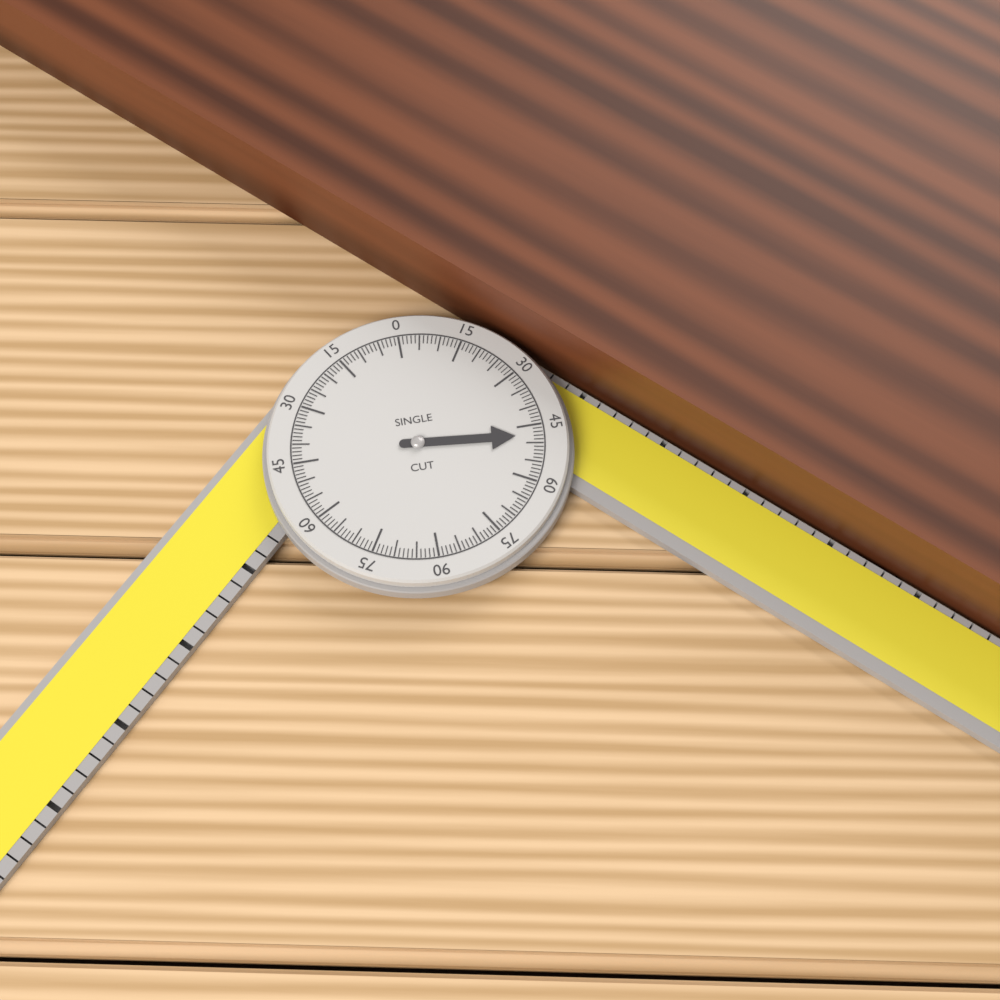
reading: 48 °
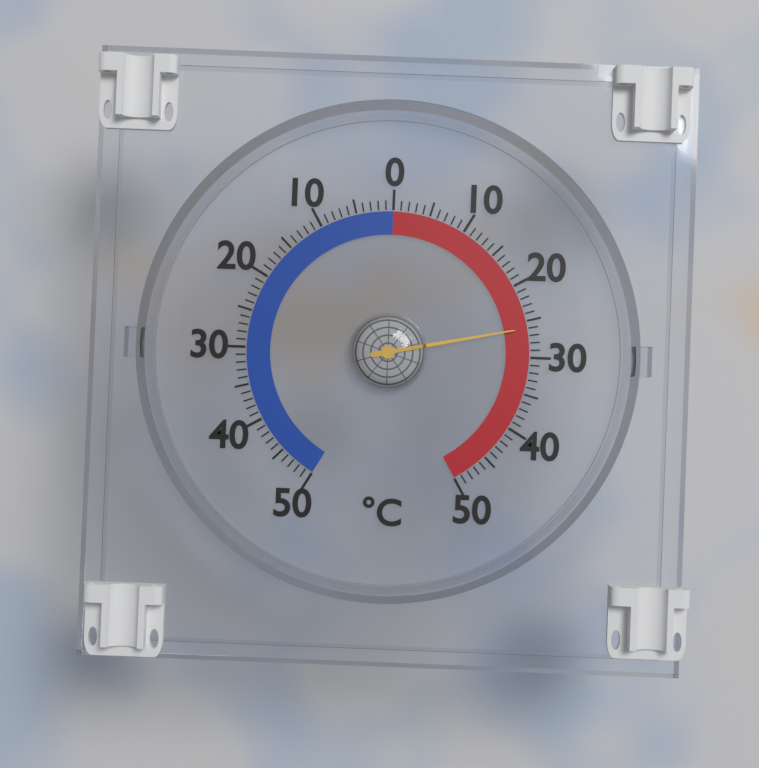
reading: 26 °C
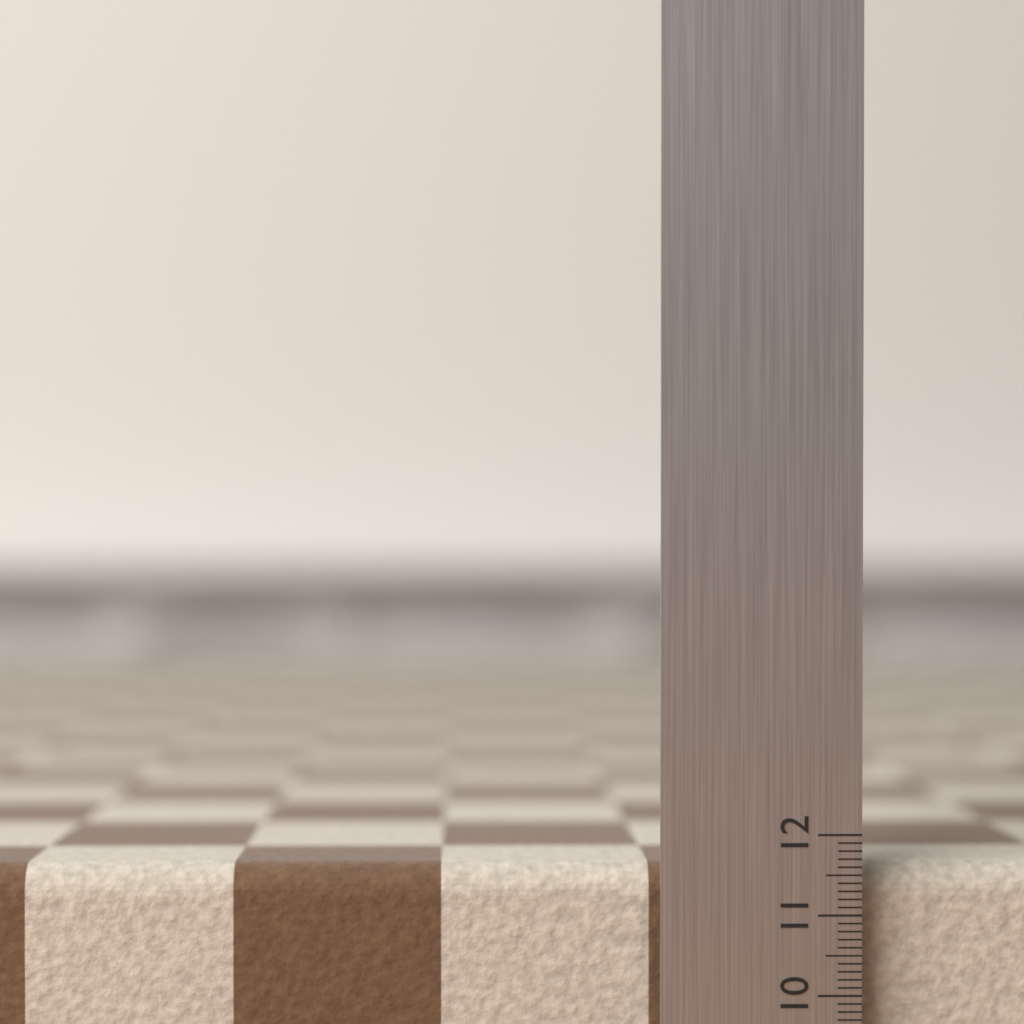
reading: 11.6 (no unit)
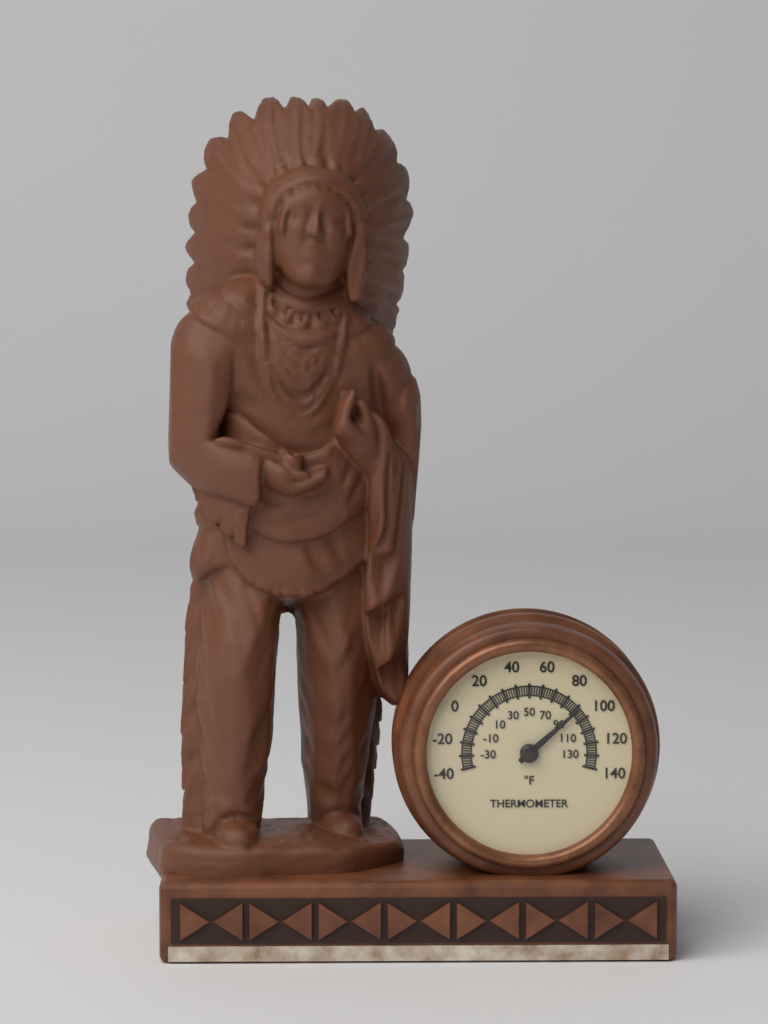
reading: 92 °F
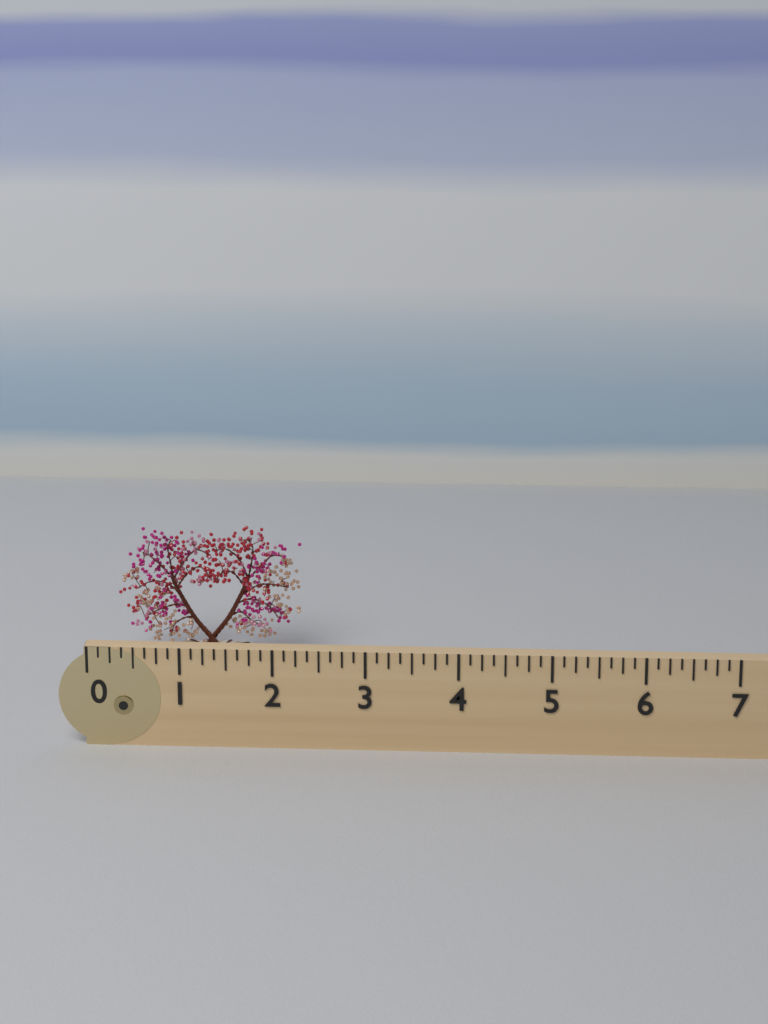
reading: 2.125 (no unit)
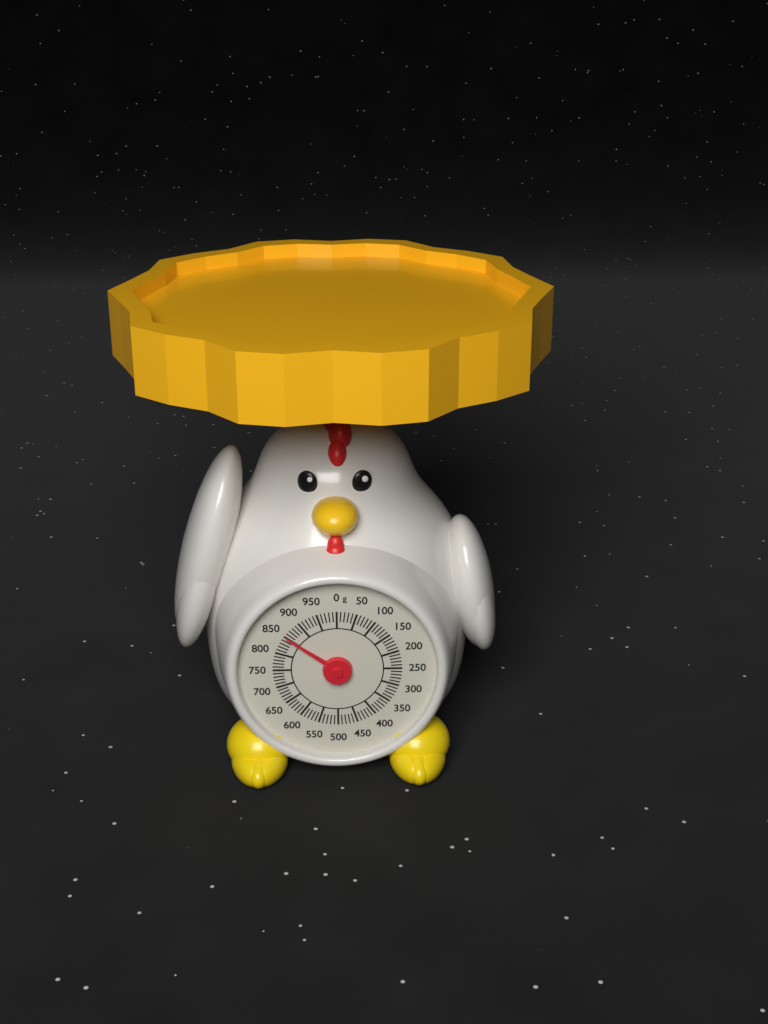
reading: 850 g
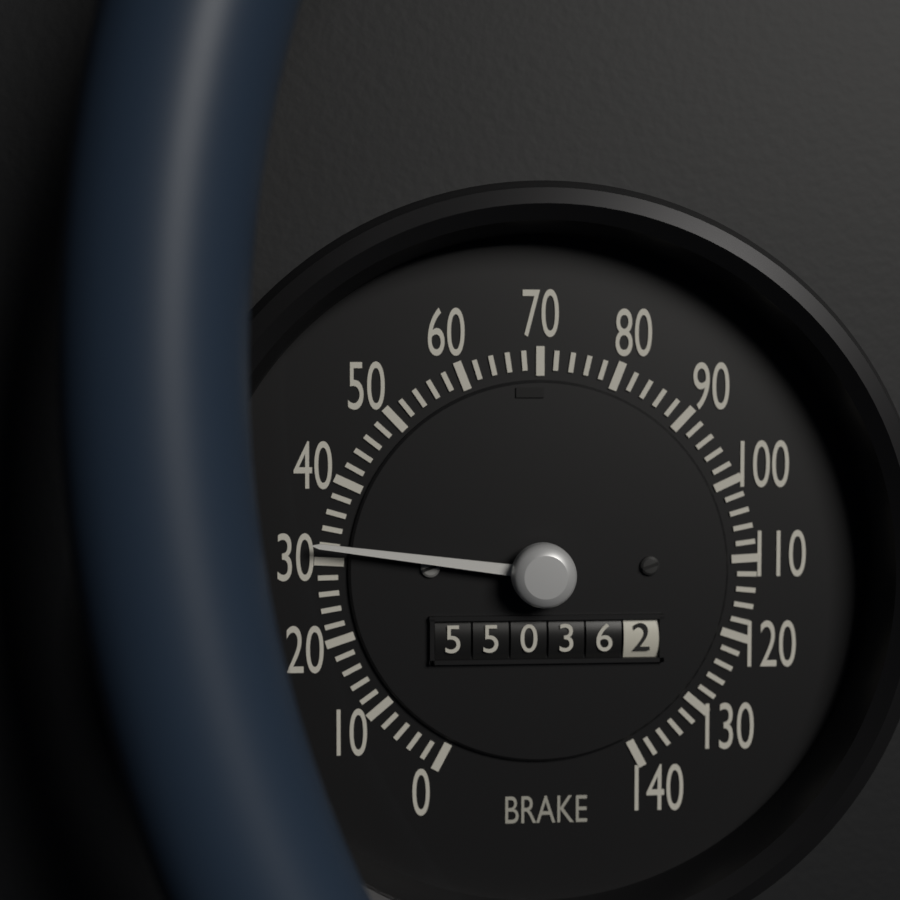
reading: 32 (no unit)
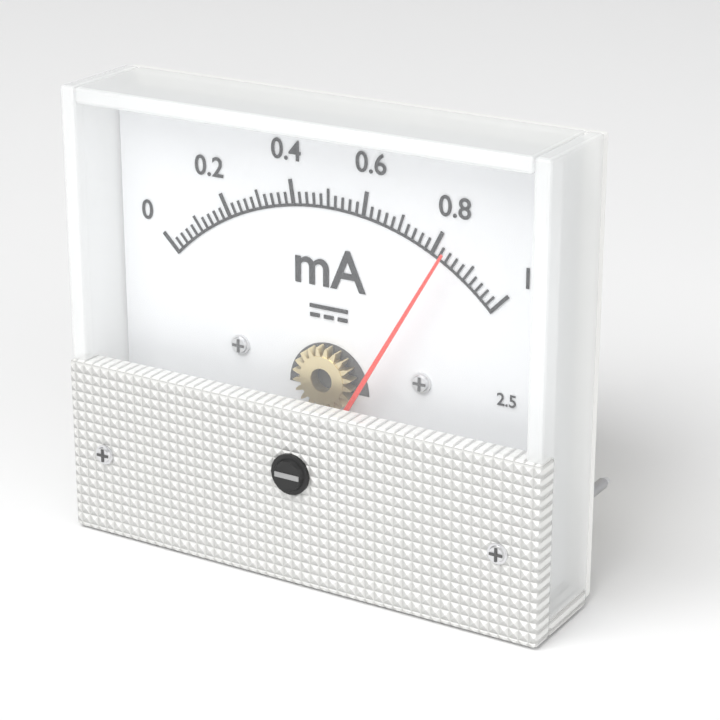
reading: 0.84 mA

WORK ORDER >> Could you copy every record above exactly, leaving out the pictures?

THE ANSWER >>
reading: 48 °
reading: 26 °C
reading: 11.6 (no unit)
reading: 92 °F
reading: 2.125 (no unit)
reading: 850 g
reading: 32 (no unit)
reading: 0.84 mA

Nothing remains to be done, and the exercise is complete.